BL&P: Fuel Hedging was meant to guard against high light bills

 

REDUCING the risks of higher light bills to Barbadians was the lone reason the Barbados Light and Power Company (BL&P) sought to introduce hedging on the Fuel Clause Adjustment (FCA).
 
This is according to Kim Griffith-Tang How, Director of Customer Solutions at the BL&P, during a news conference yesterday.
 
The application for hedging was turned down last month by the Fair Trading Commission (FTC) which ruled that the company did not make a strong case and that were the go-ahead given to the company to introduce the measure, it would have resulted in higher light bills to consumers. 
 
Griffith-Tang How explained that hedging is a tool to reduce customers’ exposure to extreme fuel price movements and to lower the risk of price increases to our customers.
 
It is different from speculation which involves taking risks or gambling to make a profit.
 
“At no time was the Light and Power contemplating speculation on fuel prices as reported in some areas of the press,” the BL&P official said. “We were simply seeking to reduce the risks of fuel price increases to our customers,” she said.
 
She remarked that the Light and Power does not profit in any way from the FCA mechanism and neither would the company have benefited financially from the proposed fuel hedging programme.
 
According to her, “The FCA is a pass through charge which recovers all fuel related costs used in the generation of electricity. These costs are reviewed monthly by the FTC. Similarly, it was contemplated that costs associated with the administration of hedging would also be a direct pass through.”
 

The Light and Power will not be appealing the FTC decision but it hopes to make another application to have the matter dealt with. “We accept the decision,” Griffith Tang-How said. It is the second time the company had been seeking to introduce hedging and the first application was also turned down.

 

Managing Director, Roger Blackman said that the application to the FTC was a response coming from customers. He stated that in recent times one had been seeing an increase in oil prices from about US$37 a barrel in early last year to over US$50 currently, and the subsequent increase in light bills. He reasoned that if a hedging agreement was in place, there would have been lower light bills.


◆ WHAT THE TASK ASKS:
Write out the entries verbatim and leave the images out of the copy.

◆ RECORDS FOR THIS EXERCISE:
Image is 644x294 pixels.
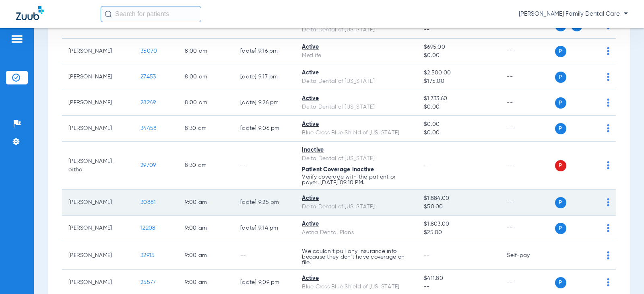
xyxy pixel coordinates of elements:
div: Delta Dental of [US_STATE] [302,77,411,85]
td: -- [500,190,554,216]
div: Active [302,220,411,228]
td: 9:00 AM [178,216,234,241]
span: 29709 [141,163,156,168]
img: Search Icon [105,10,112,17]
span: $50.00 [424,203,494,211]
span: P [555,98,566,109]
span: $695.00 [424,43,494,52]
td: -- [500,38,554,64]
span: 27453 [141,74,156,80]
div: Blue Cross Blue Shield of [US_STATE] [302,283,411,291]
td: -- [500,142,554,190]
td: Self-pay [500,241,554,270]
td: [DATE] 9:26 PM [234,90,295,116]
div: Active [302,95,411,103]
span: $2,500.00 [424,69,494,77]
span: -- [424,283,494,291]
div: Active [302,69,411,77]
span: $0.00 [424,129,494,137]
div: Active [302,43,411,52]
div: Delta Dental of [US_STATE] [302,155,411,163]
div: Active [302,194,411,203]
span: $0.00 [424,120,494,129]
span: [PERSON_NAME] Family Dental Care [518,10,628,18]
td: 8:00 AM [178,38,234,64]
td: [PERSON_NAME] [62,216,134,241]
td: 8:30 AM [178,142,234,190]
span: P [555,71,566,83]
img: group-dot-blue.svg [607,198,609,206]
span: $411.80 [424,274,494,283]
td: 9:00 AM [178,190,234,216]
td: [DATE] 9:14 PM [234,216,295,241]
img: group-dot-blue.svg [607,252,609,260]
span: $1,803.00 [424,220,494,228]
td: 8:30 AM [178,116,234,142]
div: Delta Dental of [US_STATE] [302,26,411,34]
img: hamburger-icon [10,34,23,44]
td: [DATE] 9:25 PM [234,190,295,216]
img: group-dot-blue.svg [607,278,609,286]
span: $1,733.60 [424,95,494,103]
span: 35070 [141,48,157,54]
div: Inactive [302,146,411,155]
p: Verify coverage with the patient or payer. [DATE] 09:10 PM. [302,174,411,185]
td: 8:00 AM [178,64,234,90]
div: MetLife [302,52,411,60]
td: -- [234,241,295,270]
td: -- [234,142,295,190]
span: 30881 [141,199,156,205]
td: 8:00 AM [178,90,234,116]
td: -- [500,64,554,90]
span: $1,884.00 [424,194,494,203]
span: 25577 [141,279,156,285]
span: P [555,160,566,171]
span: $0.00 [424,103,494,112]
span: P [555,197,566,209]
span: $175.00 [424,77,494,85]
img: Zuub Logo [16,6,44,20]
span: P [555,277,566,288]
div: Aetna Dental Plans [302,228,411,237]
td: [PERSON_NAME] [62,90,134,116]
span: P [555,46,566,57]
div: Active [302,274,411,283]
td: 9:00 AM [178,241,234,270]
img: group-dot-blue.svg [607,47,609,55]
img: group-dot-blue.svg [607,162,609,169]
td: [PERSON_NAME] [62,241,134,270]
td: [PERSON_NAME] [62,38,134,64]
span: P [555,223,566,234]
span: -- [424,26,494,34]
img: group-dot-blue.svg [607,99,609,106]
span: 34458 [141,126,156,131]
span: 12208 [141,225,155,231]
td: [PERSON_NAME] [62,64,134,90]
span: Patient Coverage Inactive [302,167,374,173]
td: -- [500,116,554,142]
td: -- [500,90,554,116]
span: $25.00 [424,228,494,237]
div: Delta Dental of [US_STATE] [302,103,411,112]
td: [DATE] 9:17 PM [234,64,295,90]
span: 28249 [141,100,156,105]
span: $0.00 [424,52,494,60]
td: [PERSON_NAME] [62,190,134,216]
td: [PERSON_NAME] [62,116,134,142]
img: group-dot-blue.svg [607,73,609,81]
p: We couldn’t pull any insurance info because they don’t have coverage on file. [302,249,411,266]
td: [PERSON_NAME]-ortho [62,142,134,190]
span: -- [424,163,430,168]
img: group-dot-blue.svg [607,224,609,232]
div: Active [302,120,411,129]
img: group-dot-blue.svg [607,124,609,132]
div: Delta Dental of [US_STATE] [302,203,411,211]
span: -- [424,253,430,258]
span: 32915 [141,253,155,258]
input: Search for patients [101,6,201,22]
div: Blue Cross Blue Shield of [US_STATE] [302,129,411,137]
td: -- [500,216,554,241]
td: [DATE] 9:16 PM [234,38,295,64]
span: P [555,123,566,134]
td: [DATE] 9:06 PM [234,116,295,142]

◆ WRITTEN ANSWER:
Image is 644x294 pixels.
xyxy pixel coordinates of elements:
div: Delta Dental of [US_STATE] [302,77,411,85]
td: -- [500,190,554,216]
div: Active [302,220,411,228]
td: 9:00 AM [178,216,234,241]
span: 29709 [141,163,156,168]
img: Search Icon [105,10,112,17]
span: $50.00 [424,203,494,211]
span: P [555,98,566,109]
span: $695.00 [424,43,494,52]
td: -- [500,38,554,64]
span: 27453 [141,74,156,80]
div: Blue Cross Blue Shield of [US_STATE] [302,283,411,291]
td: -- [500,142,554,190]
td: Self-pay [500,241,554,270]
td: [DATE] 9:26 PM [234,90,295,116]
div: Active [302,95,411,103]
span: $2,500.00 [424,69,494,77]
span: -- [424,283,494,291]
div: Active [302,69,411,77]
span: $0.00 [424,129,494,137]
div: Active [302,43,411,52]
div: Delta Dental of [US_STATE] [302,155,411,163]
div: Active [302,194,411,203]
span: $0.00 [424,120,494,129]
span: [PERSON_NAME] Family Dental Care [518,10,628,18]
td: 8:00 AM [178,38,234,64]
td: [PERSON_NAME] [62,216,134,241]
td: 8:30 AM [178,142,234,190]
span: P [555,71,566,83]
img: group-dot-blue.svg [607,198,609,206]
span: $411.80 [424,274,494,283]
td: 9:00 AM [178,190,234,216]
td: [DATE] 9:14 PM [234,216,295,241]
img: group-dot-blue.svg [607,252,609,260]
span: $1,803.00 [424,220,494,228]
td: 8:30 AM [178,116,234,142]
div: Delta Dental of [US_STATE] [302,26,411,34]
img: hamburger-icon [10,34,23,44]
td: [DATE] 9:25 PM [234,190,295,216]
img: group-dot-blue.svg [607,278,609,286]
span: $1,733.60 [424,95,494,103]
span: 35070 [141,48,157,54]
div: Inactive [302,146,411,155]
p: Verify coverage with the patient or payer. [DATE] 09:10 PM. [302,174,411,185]
td: 8:00 AM [178,64,234,90]
div: MetLife [302,52,411,60]
td: -- [234,241,295,270]
td: -- [234,142,295,190]
span: 30881 [141,199,156,205]
td: 8:00 AM [178,90,234,116]
td: -- [500,64,554,90]
span: $1,884.00 [424,194,494,203]
span: 25577 [141,279,156,285]
span: P [555,160,566,171]
span: $0.00 [424,103,494,112]
span: P [555,197,566,209]
span: $175.00 [424,77,494,85]
img: Zuub Logo [16,6,44,20]
span: P [555,277,566,288]
div: Aetna Dental Plans [302,228,411,237]
td: [PERSON_NAME] [62,90,134,116]
span: P [555,46,566,57]
div: Active [302,274,411,283]
td: 9:00 AM [178,241,234,270]
img: group-dot-blue.svg [607,47,609,55]
img: group-dot-blue.svg [607,162,609,169]
td: [PERSON_NAME] [62,241,134,270]
td: [PERSON_NAME] [62,38,134,64]
span: P [555,223,566,234]
span: -- [424,26,494,34]
img: group-dot-blue.svg [607,99,609,106]
span: 34458 [141,126,156,131]
span: 12208 [141,225,155,231]
td: [PERSON_NAME] [62,64,134,90]
span: Patient Coverage Inactive [302,167,374,173]
td: -- [500,116,554,142]
td: -- [500,90,554,116]
span: $25.00 [424,228,494,237]
div: Delta Dental of [US_STATE] [302,103,411,112]
td: [DATE] 9:17 PM [234,64,295,90]
span: 28249 [141,100,156,105]
span: $0.00 [424,52,494,60]
td: [PERSON_NAME] [62,190,134,216]
td: [PERSON_NAME] [62,116,134,142]
img: group-dot-blue.svg [607,73,609,81]
p: We couldn’t pull any insurance info because they don’t have coverage on file. [302,249,411,266]
td: [PERSON_NAME]-ortho [62,142,134,190]
span: -- [424,163,430,168]
img: group-dot-blue.svg [607,224,609,232]
div: Active [302,120,411,129]
img: group-dot-blue.svg [607,124,609,132]
div: Delta Dental of [US_STATE] [302,203,411,211]
span: -- [424,253,430,258]
span: 32915 [141,253,155,258]
input: Search for patients [101,6,201,22]
div: Blue Cross Blue Shield of [US_STATE] [302,129,411,137]
td: -- [500,216,554,241]
td: [DATE] 9:16 PM [234,38,295,64]
span: P [555,123,566,134]
td: [DATE] 9:06 PM [234,116,295,142]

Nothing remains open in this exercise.